At the same time, the practical side is more complicated: in 2023–2025 state bodies prepared documentation for a new tender, but funding was not secured in 2025. That is, legal status is not always accompanied by financial capacity.

What experts say

Specialized inspections confirmed: the bridge was declared unsafe as early as 2018; anti-emergency measures were partially carried out in 2018–2019, after which there were no systemic works. At a technical council meeting in early March, specialists confirmed that the bridge can be used only under strict restrictions — axle load limited to 7 tonnes, total weight limited to 17 tonnes, and special traffic organization.

"I would not want to alarm people, but corrosion is relentlessly eating away at this structure. The threat of partial or total collapse is entirely real."

— Vyacheslav Bohdanov, First Vice-President of the National Academy of Sciences of Ukraine

"The bridge needs to be closed immediately and repaired, because there is terrible corrosion there."

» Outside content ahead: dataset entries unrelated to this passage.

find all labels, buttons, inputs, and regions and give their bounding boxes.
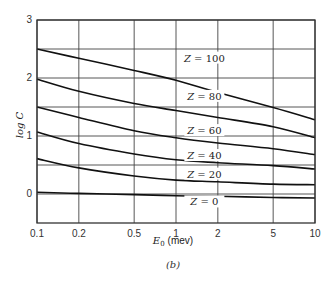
x-tick-label: 5: [270, 228, 276, 239]
x-tick-label: 0.5: [127, 228, 141, 239]
y-axis-ticks: 0123: [26, 14, 32, 199]
curve-label: Z = 60: [186, 125, 221, 136]
x-axis-label: E0(mev): [152, 235, 193, 248]
y-tick-label: 1: [26, 130, 32, 141]
curve-label: Z = 100: [183, 53, 225, 64]
figure-caption: (b): [166, 259, 180, 270]
curve-labels: Z = 100Z = 80Z = 60Z = 40Z = 20Z = 0: [183, 52, 225, 208]
curve-label: Z = 80: [186, 91, 221, 102]
curve-label: Z = 40: [186, 150, 221, 161]
log-c-vs-energy-chart: Z = 100Z = 80Z = 60Z = 40Z = 20Z = 0 0.1…: [0, 0, 334, 283]
x-tick-label: 10: [309, 228, 321, 239]
curve-label: Z = 0: [189, 196, 218, 207]
y-tick-label: 2: [26, 72, 32, 83]
x-tick-label: 0.2: [72, 228, 86, 239]
y-tick-label: 3: [26, 14, 32, 25]
x-tick-label: 0.1: [30, 228, 44, 239]
y-tick-label: 0: [26, 188, 32, 199]
y-axis-label: log C: [14, 111, 25, 138]
x-tick-label: 2: [215, 228, 221, 239]
curve-label: Z = 20: [186, 169, 221, 180]
grid-lines: [37, 20, 315, 223]
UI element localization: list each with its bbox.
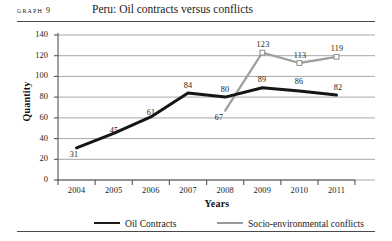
x-tick-label: 2004 bbox=[57, 186, 97, 195]
y-tick-label: 100 bbox=[12, 71, 48, 80]
data-label-oil: 45 bbox=[99, 126, 129, 135]
footer-divider bbox=[17, 231, 375, 232]
x-tick-label: 2006 bbox=[131, 186, 171, 195]
data-label-oil: 31 bbox=[59, 150, 89, 159]
data-label-oil: 89 bbox=[247, 75, 277, 84]
x-axis bbox=[58, 180, 355, 185]
y-tick-label: 60 bbox=[12, 113, 48, 122]
data-label-conflicts: 123 bbox=[248, 40, 278, 49]
data-label-conflicts: 113 bbox=[285, 51, 315, 60]
x-tick-label: 2007 bbox=[168, 186, 208, 195]
x-tick-label: 2005 bbox=[94, 186, 134, 195]
legend-label: Socio-environmental conflicts bbox=[248, 218, 364, 229]
chart-plot-area: Quantity 140 120 100 80 60 40 20 0 2004 … bbox=[0, 0, 392, 241]
x-tick-label: 2011 bbox=[317, 186, 357, 195]
x-axis-label: Years bbox=[58, 198, 376, 209]
data-label-oil: 84 bbox=[173, 81, 203, 90]
y-tick-label: 120 bbox=[12, 51, 48, 60]
x-tick-label: 2009 bbox=[242, 186, 282, 195]
data-label-oil: 82 bbox=[323, 83, 353, 92]
y-axis bbox=[54, 33, 58, 181]
y-tick-label: 40 bbox=[12, 134, 48, 143]
gridlines bbox=[58, 35, 375, 180]
legend-swatch-icon bbox=[217, 222, 243, 224]
x-tick-label: 2008 bbox=[205, 186, 245, 195]
chart-legend: Oil Contracts Socio-environmental confli… bbox=[17, 216, 375, 230]
legend-item-socio-environmental-conflicts[interactable]: Socio-environmental conflicts bbox=[217, 216, 364, 230]
y-tick-label: 140 bbox=[12, 30, 48, 39]
y-tick-label: 80 bbox=[12, 92, 48, 101]
legend-item-oil-contracts[interactable]: Oil Contracts bbox=[94, 216, 176, 230]
data-label-conflicts: 67 bbox=[204, 113, 234, 122]
series-line-conflicts bbox=[225, 53, 336, 111]
legend-label: Oil Contracts bbox=[125, 218, 176, 229]
data-label-oil: 80 bbox=[210, 85, 240, 94]
data-label-oil: 86 bbox=[284, 77, 314, 86]
figure: Graph 9 Peru: Oil contracts versus confl… bbox=[0, 0, 392, 241]
data-label-conflicts: 119 bbox=[322, 44, 352, 53]
data-label-oil: 61 bbox=[136, 108, 166, 117]
x-tick-label: 2010 bbox=[279, 186, 319, 195]
legend-swatch-icon bbox=[94, 222, 120, 224]
y-tick-label: 0 bbox=[12, 175, 48, 184]
y-tick-label: 20 bbox=[12, 154, 48, 163]
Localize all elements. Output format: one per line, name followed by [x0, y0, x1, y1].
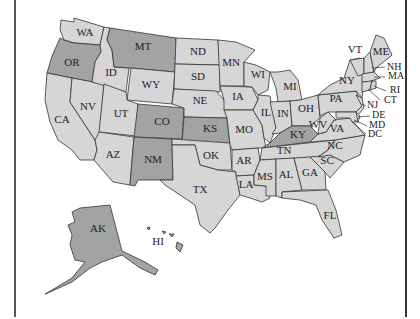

— Ihor Kryvtsun, Director of the E.O. Paton Institute of Electric Welding (interview with LIGA.net, July 2024)

Politics and funding logistics

Kyiv Mayor Vitali Klitschko acknowledges the need for reconstruction, but points to difficulties with tender procedures that were blocked by appeals to the Antimonopoly Committee, and after 2022 — cancellation of tenders due to the war. According to the mayor, state bodies prepared documentation in 2023–2024, but in 2025 the State Agency for Restoration reported a lack of funding, and the process stalled.

"After that, the state, in effect, sidelined the city and took the project upon itself."

— Vitali Klitschko, Mayor of Kyiv

Consequences for Kyiv residents and the economy

Practical risks: traffic restrictions affect logistics, public transport and travel times for thousands of people; in the long term — the safety of residents. Given the wartime context, stable infrastructure is also an element of the capital's resilience.

Possible solutions

  • Kyiv City Council allocates funds from the local budget or attracts credit/off-budget mechanisms (for example, public-private partnership, loans from international financial institutions).
  • The state finances the project as a strategic national object — but this requires a political decision and resources.
  • A combination of sources: partial state co-financing + international technical assistance + a transparent tender process that unblocks the works.

Conclusion — what's next?

The problem has two dimensions: legal (who is responsible) and practical (who can pay and when works will start). Experts and the National Academy signal a real threat to safety, and funding delays increase risks to the daily lives of Kyiv residents. The ball is now in both courts: the city authorities must speed up financial decisions or secure state and international support, and the state must set priorities for restoring critical infrastructure. Whether they will find a compromise that guarantees both rapid repairs and transparent financing remains an open question.